Emir Abdelkader was born the son of a respected military leader who had helped harass French occupiers in Algeria. As might be expected, young Emir continued his father’s war against the French in a conflict that had religious overtones since, you know, the Algerians were mostly Muslim and the French predominantly Christian. But when he rode forth to save Christians from angry mobs in 1860, France conferred on him its top military honors, the Grand Cross of the Legion of Honor.
Emir Abdelkader as a military leader in the late 1830s.
(Public domain)
Abdelkader’s military career started about how you would expect with his taking over his father’s war against the predominantly Christian French military. But where his father ran campaigns of harassment against the French, the younger Emir quickly capitalized on some of his father’s successes and managed to negotiate a treaty with France that gave him the interior of Oran. Oran is a coastal area of Algeria.
Further successes on the battlefield and in negotiations gave him control of more land and pushed most French forces back to a few ports. His success on the battlefield in service of Algerian independence led to him being dubbed the “George Washington of Algeria.”
And one thing that made these successes even more impressive is that he succeeded while strictly adhering to Islamic rules for combat. He wouldn’t kill women, children, or the wounded.

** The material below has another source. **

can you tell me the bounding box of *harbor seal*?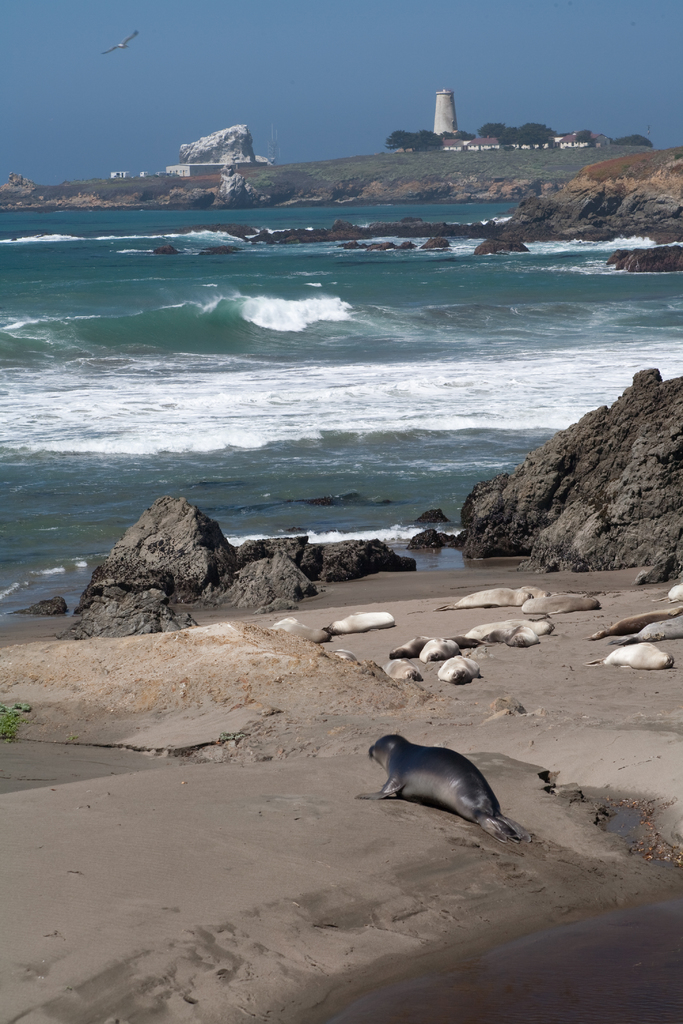
(584,641,677,673).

He demanded proper treatment of prisoners, dead bodies, and Christian leaders, including priests. He even employed Christians and Jews in his administration and refused to force Islam on prisoners or conquered subjects.
This obviously frustrated colonial French efforts to undermine his popular appeal. (In fact, some modern Muslims have used his story and legacy to shame members of Daesh and show how Muslims are supposed to fight according to the Quran.)

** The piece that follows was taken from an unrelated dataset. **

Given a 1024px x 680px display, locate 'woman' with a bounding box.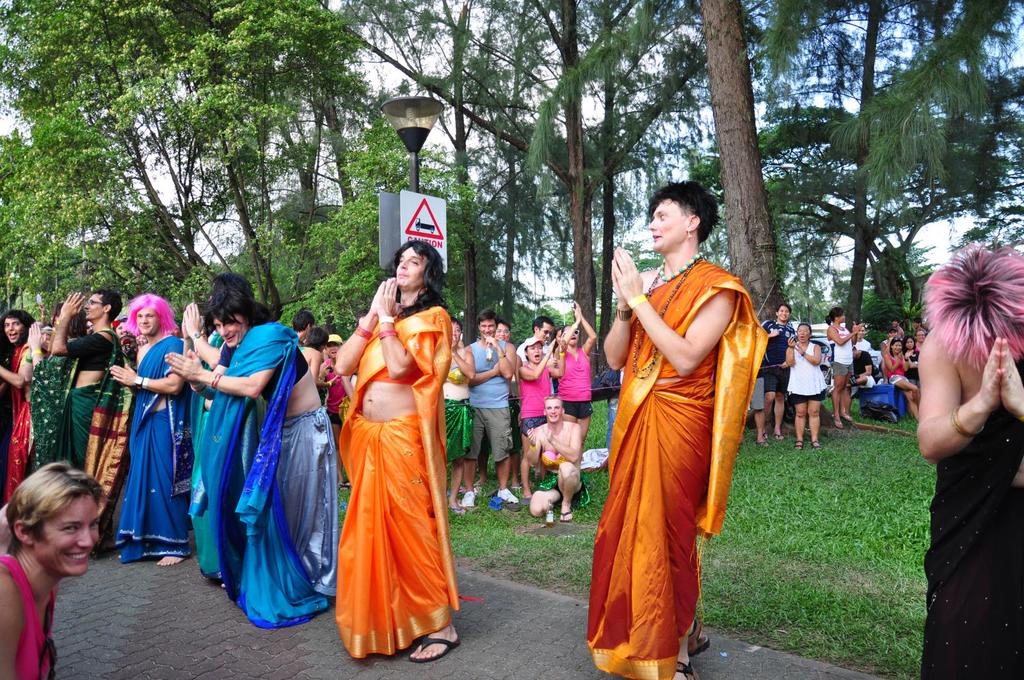
Located: bbox=[515, 335, 567, 503].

But Abdelkader was unable to defeat the larger and better equipped French military forever. A renewed French campaign in 1840 slowly ground down Abdelkader and his supporters and, in 1847, he surrendered to a French general and the duc d’Aumale, the French king’s son.

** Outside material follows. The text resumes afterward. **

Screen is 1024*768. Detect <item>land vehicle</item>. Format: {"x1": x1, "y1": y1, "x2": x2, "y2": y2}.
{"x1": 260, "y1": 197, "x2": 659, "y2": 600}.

But his story was not over. He was a prolific writer and was widely respected in the region and across the world. So, when political violence erupted into a summer civil war in 1860, Abdelkader’s calls for calm incited some popular support for peace.
A statue of Emir Abdelkader in Algeria.
(Mouh2jijel, CC BY-SA 3.0)
But the violence did continue and spilled into Damascus, now the capital of Syria. Abdelkader rode forth with his guard and supporters and personally rounded up Christians and took them back to his compound where he and his men guarded them. He put a bounty out for the safe delivery of any Christians to him and his men. And, he sent guards to escort local Christian leaders and officials back to safety.
His efforts were credited at the time with saving thousands, and he had hundreds of Christians at a time sheltered under his protection.
So France, now under the control of Napoleon III who was broadly friendly to his empire’s old foe, awarded Abdelkader the Grand Cross of the Legion of Honor. The 1860 Mount Lebanon Civil War lasted less than three months, but an estimated 20,000 Christians were killed.
Abdelkader lived until 1883 and was toasted by leaders from America to Europe to the Middle East for his religious tolerance.